Towards the end of the 1500s, in Antwerp, retired Spanish conquistador Francisco de Cuellar sat down to write, in letter form, an unbelievable story that happened to be true - of his accidental odyssey across Ireland after the Spanish Armada’s disastrous attack on England, encountering odd people and imperial armies. One imagines contemporary readers would have questioned the veracity of his tale, not only because so many of his fellow beached soldiers were promptly hanged by their obliging hosts. It’s an irrelevant point, I suppose, as history subsequently forgot about Francisco de Cuellar.
In his unadorned epic The Adventures of the Wet Señor, Donal O’Kelly resurrects the Andalucían, though retelling an incredible yarn is only part of his mission. de Cuellar crashes at Sligo’s Streedagh beach in 1588 carrying psychological baggage from colonial atrocities perpetrated in Mexico and O’Kelly imagines Ireland as a surrealistic purgatorial mire through which redemption, via music and art, can be elusively grasped.
O’Kelly and his production team realise a grand scale with limited means. The Adventures of the Wet Señor takes the audience across land and sea with a set that consists of a few chairs and some sticks. Similarly, Carrie Crowley and Sorcha Fox gleefully and seamlessly cross lines of gender, nationality and species in playing the bevy of characters that de Cuellar (Jaimie Carswell) meets. O’Kelly trusts the imagination of his audience, and receives ample support from the wonderful live music provided by four members of Kila (Dee Armstrong, Rossa Ó Snodaigh, Colm Ó Snodaigh and Seanán Brennan). There is a whimsical grandeur to their score, with touches of Spanish grace and pagan frenzy. They remain positioned behind a translucent white curtain at the rear of the set throughout the play, though Armstrong emerges on stage on occasion, most memorably to perform a beautiful interpretative dance with a white veil to evoke de Cuellar’s sinking ship.
The Irlanda that de Cuellar stumbles upon, just a decade before The Flight of the Earls, is a boggy Babel poised for radical change. English, Irish, Spanish, French and Latin are all spoken here and languages liberally bounce off each other throughout the play’s dialogue. Carswell’s de Cueller is bumbling but brave, and though survival is his sole mission, he cannot completely avoid the hand of history, as he beds a chieftain’s wife and fights for the natives against the armies of the queen of England.
If there is a fault in O’Kelly’s handling of the de Cuellar epic, it is in remaining too loyal to obscure biographical material. The play was somewhat at sea during parts of the first act, as it frenetically tries to relay the confusing circumstances of de Cuellar’s imprisonment just before the Armada sank. And while the rendering of de Cuellar’s guilt for his crimes in Mexico felt heavy-handed, The Adventures of the Wet Señor becomes much more effective over the second act, as de Cuellar leaves his past behind and travels deeper into Ireland, and set pieces, like his immersion in an holy well or an encounter with Scotia weavers in Antrim, have time to develop and come to life.
Echoes of Homer and Cervantes inform the play without overwhelming it. While its tone remains mostly light-hearted and sometimes ribald, O’Kelly and technical director Tich Meagher have devised moments of genuine beauty which synch perfectly with Tom Meskell’s spartan set design, such as a red drape that is unspooled from above to represent the spilled blood of a slaughtered flutist. Carswell, Fox and Crowley, with the help of choreographer Breandán de Gallaí, also do a magnificent job in physically capturing the tumultuous world that de Cuellar passes through.
In Ireland, the story of the Armada has long passed into myth, a handy explanation for the uncommon dark beauty of many reared along the Atlantic seaboard. What good is de Cuellar’s biography to us now? The play’s greatest strength is the way it realises, through motion and music, a lost world. If de Cuellar experiences a conversion through his trials and travails in Ireland, and it is ambiguous if he does, it is a political one. We have four hundred years of history in Ireland and beyond to remind us that de Cuellar’s call to lay down arms in favour of music went unheeded. Still, it is a great pleasure to have this 16th century blow-in walking amongst us again, if only so that his strange survival tale can live on.
Donald Mahoney is a writer and journalist based in Leitrim.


• Problem requirements:
The answer must be an exact copy of the lines from the one with "Identify woman location as a bounding box." to the last line of the entries below, both included, and must contain no pictures.

• Free-text object descriptions:

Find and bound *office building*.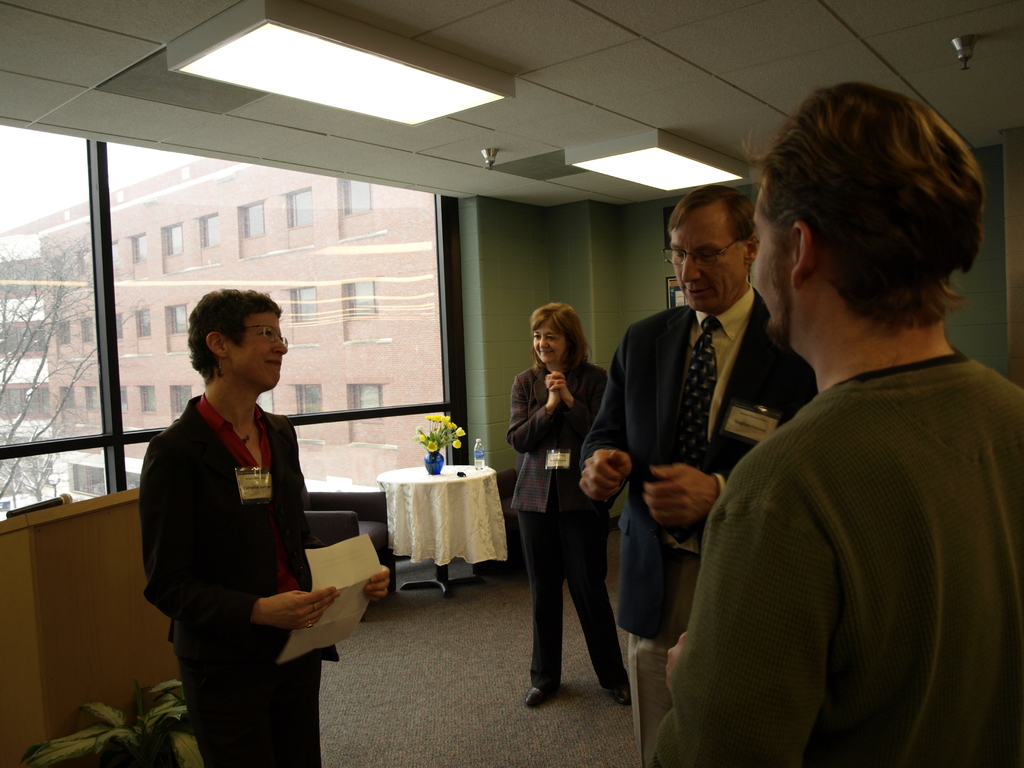
Bound: [left=47, top=26, right=1023, bottom=750].
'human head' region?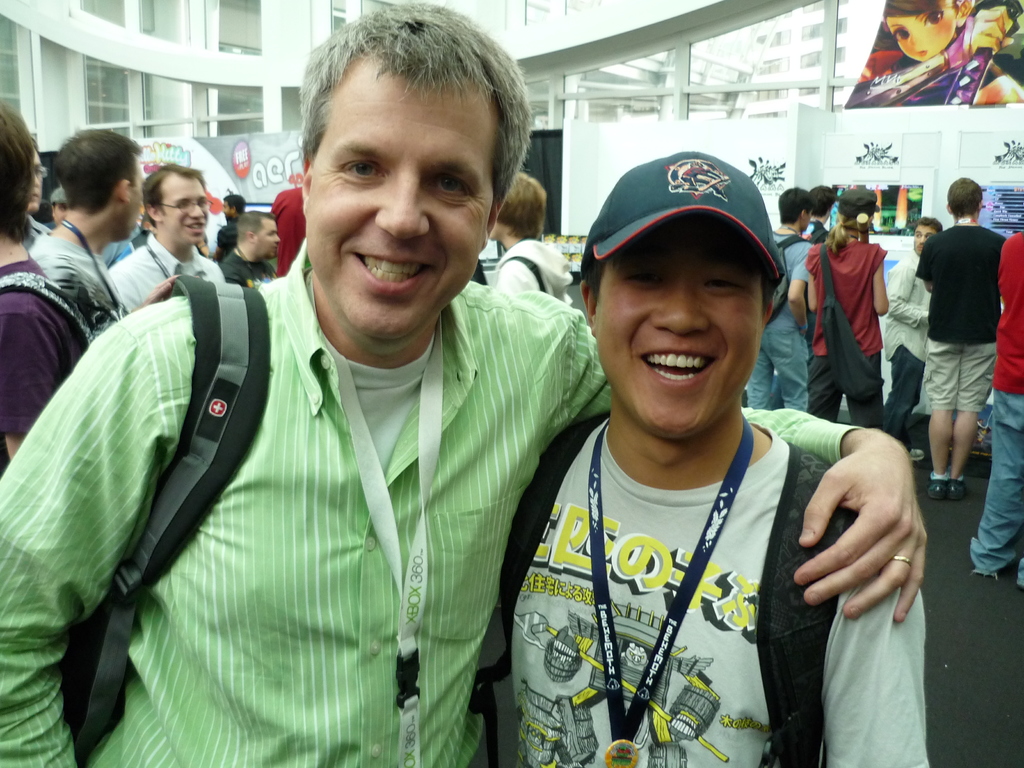
box(56, 127, 145, 241)
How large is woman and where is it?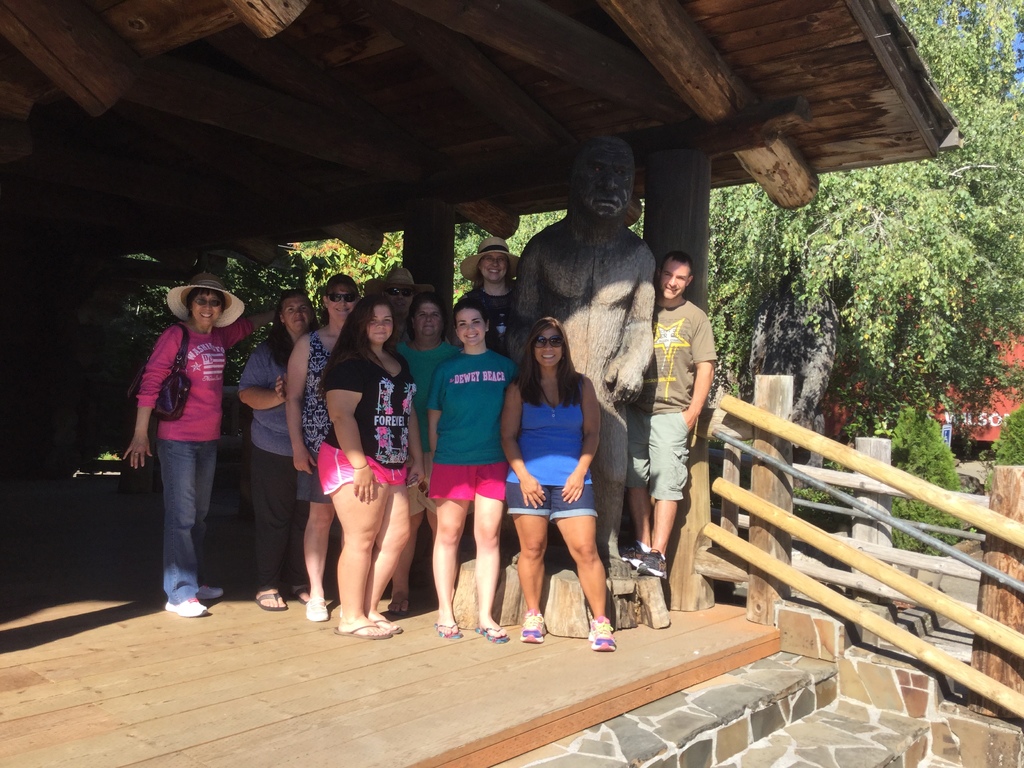
Bounding box: [231,287,319,621].
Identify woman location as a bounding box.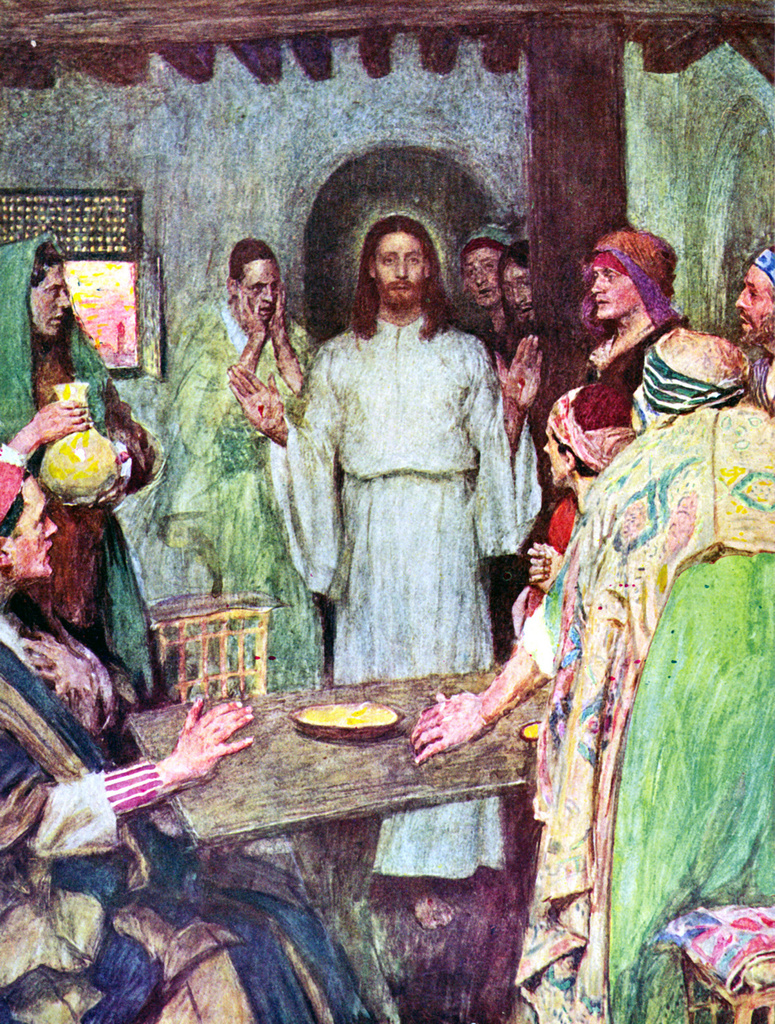
[x1=0, y1=450, x2=368, y2=1023].
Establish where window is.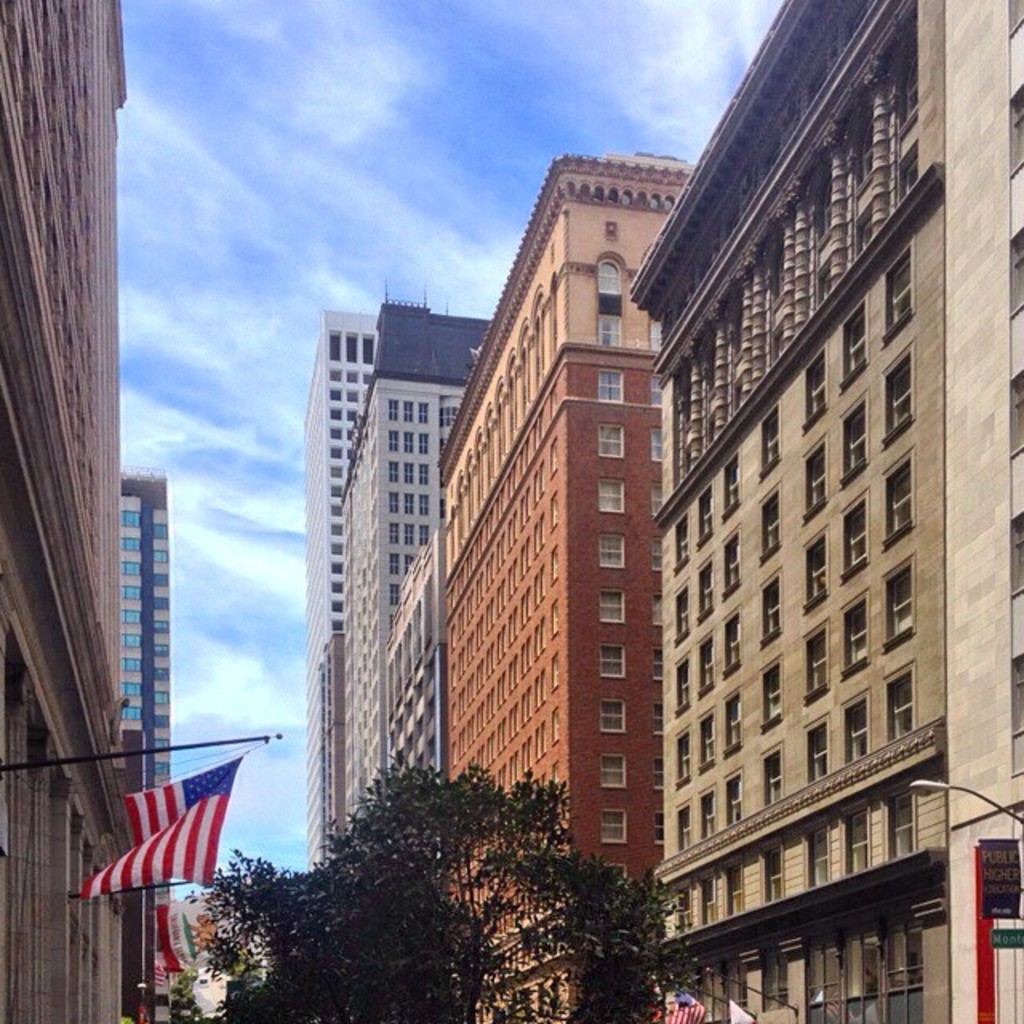
Established at (810, 352, 822, 435).
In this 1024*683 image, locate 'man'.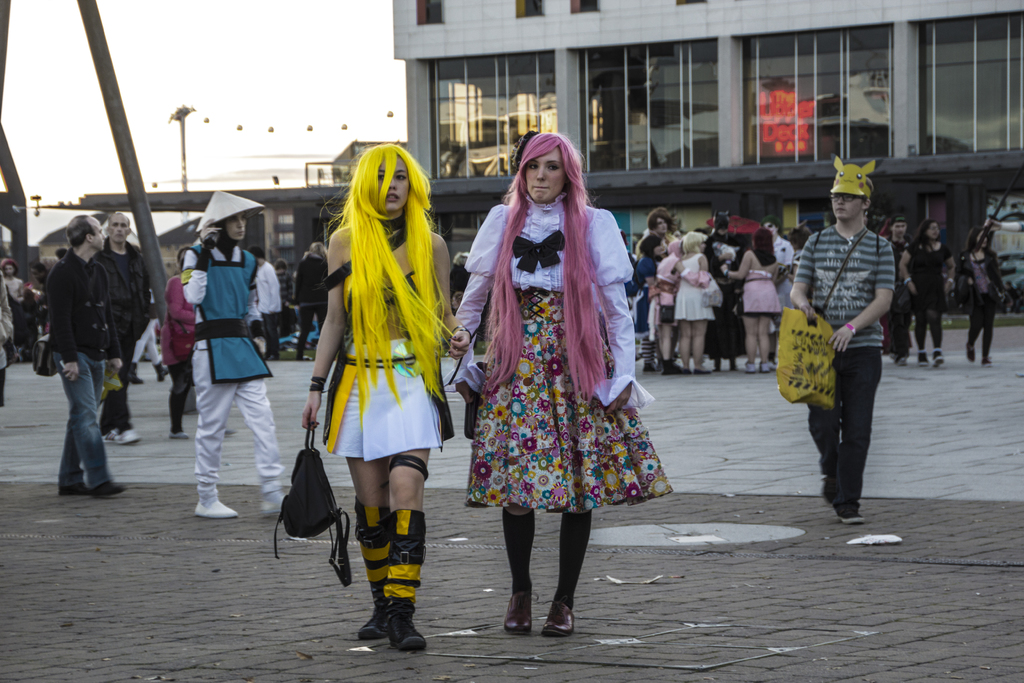
Bounding box: l=787, t=171, r=909, b=510.
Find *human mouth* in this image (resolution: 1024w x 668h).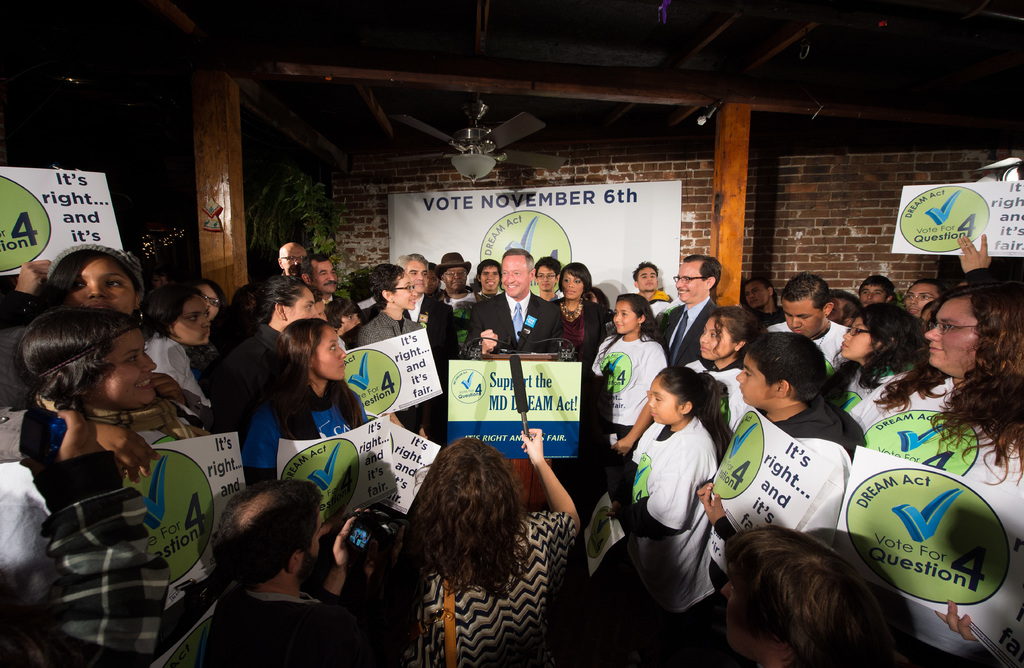
[x1=929, y1=340, x2=945, y2=353].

• Output:
Identify woman location as a bounding box.
[x1=0, y1=450, x2=368, y2=1023].
Establish where window is.
Established at (810, 352, 822, 435).
In this 1024*683 image, locate 'man'.
Bounding box: l=787, t=171, r=909, b=510.
Find *human mouth* in this image (resolution: 1024w x 668h).
[x1=929, y1=340, x2=945, y2=353].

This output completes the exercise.